Iran’s Regime Is Still Standing  But One Mistake Could Change Everything

Iran’s Supreme Leader Ayatollah Ali Khamenei over a map of Iran with military silhouettes, symbolizing the regime’s control through armed forces amid ongoing protests.
Iran’s power structure: Supreme Leader Ayatollah Ali Khamenei and the security forces that continue to hold the regime together amid rising unrest.  Illustration: The Times of Jumland
 
Iran is facing protests, but the regime is not close to collapse. Street anger alone is not enough to break the system. Power in Iran is protected by force, organization, and loyalty.
 
Iran does not depend on one army. It has two. The Islamic Revolutionary Guard Corps, known as the IRGC, is the most powerful force in the country. It exists to protect the regime, not the people. Under the IRGC operates the Basij militia, which is used mainly to suppress protests.
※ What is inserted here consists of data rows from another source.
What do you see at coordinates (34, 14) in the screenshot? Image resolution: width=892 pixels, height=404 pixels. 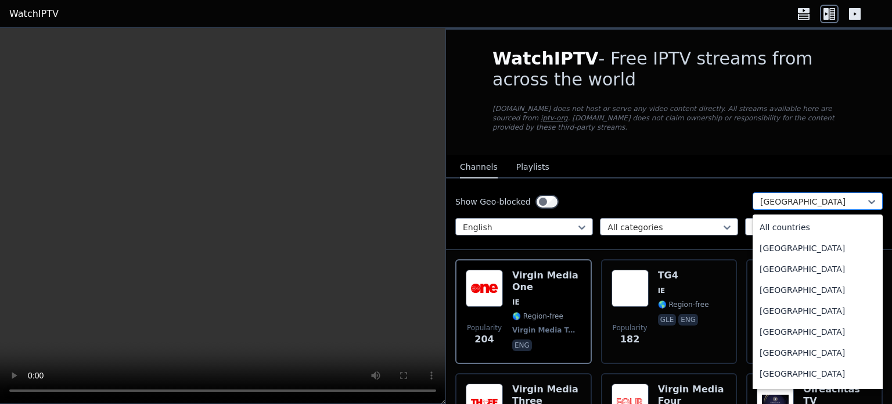 I see `a: WatchIPTV` at bounding box center [34, 14].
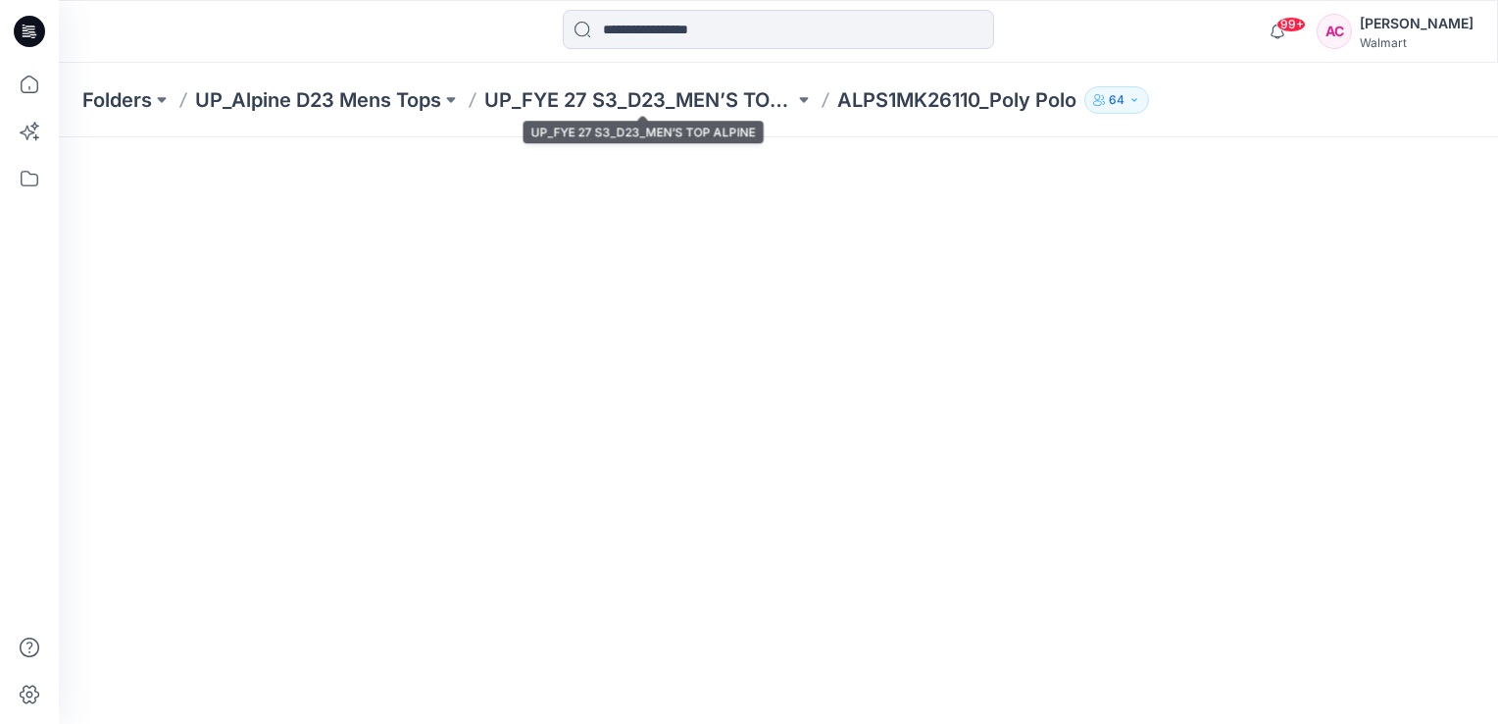 The height and width of the screenshot is (724, 1498). I want to click on div: Walmart, so click(1417, 42).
Basij forces move quickly on motorcycles and armored vehicles and are trained to break up demonstrations before they grow.
 
Alongside this force is Iran’s regular army. Its role is to defend the country’s borders, not to control the streets. In 1979, this army refused to fire on protesters, which helped the old regime fall. Today, there are no signs of such hesitation. The IRGC and Basij remain fully loyal and motivated to defend the system.
 
Protesters currently have little chance against these forces. They are small in number and poorly coordinated. There is no single leadership, no unified plan, and no clear demand shared by everyone. Some people protest for jobs, electricity, and water. Others want the regime removed. These different goals prevent a nationwide uprising.
 
The state also avoids mass killing. This is deliberate. Security forces step back when protests stay local or economic. They mostly use tear gas and stun grenades. Live fire is limited. This keeps death tolls low and avoids global outrage or legal justification for foreign military intervention.
 
Because of this, neither the United States nor Israel has a strong reason to attack Iran now. A foreign strike would likely unite Iranians behind the regime, as happened during the Iran-Iraq war. Iranian retaliation could hit U.S. bases across the region and raise the cost of war dramatically.
 
Iran’s missile and nuclear programs are also not at an immediate crisis point. Uranium enrichment has not resumed. Israeli strikes have damaged missile production and are still limited. There is no urgent trigger that demands military action.
 
Iran’s leadership understands that a direct attack on Israel would change everything. It would justify a comprehensive strike on the IRGC, Basij, and the army, and could accelerate the regime’s collapse. For that reason, Iran avoids open war.
 
For now, the regime survives. Not because it is loved, but because it is disciplined, armed, and cautious. Protest alone cannot break it. Anger without unity does not overturn power.
 
But this stability is not permanent. It is conditional.
 
The system depends on three things holding together at the same time: loyal security forces, divided protesters, and the absence of a trigger that forces external action. If even one of these breaks, the balance shifts.
 
If protests move beyond economic anger and turn political, nationwide, and coordinated, repression becomes harder. If divisions appear inside the IRGC or Basij, even at lower levels, control weakens. And if Iran crosses a red line through a nuclear move, a regional strike, or a direct attack on Israel, the restraint of the United States and Israel ends.
 
That is the danger the regime understands. That is why it avoids mass killing. That is why it avoids open war. That is why it moves carefully, even while it holds power tightly.
 
Iran has not fallen yet. But it is also not safe.
 
The question is no longer whether the regime is strong enough to survive protests.
The question is how long it can survive without making a mistake.
 
However, several historical records prove that closed systems under pressure eventually do.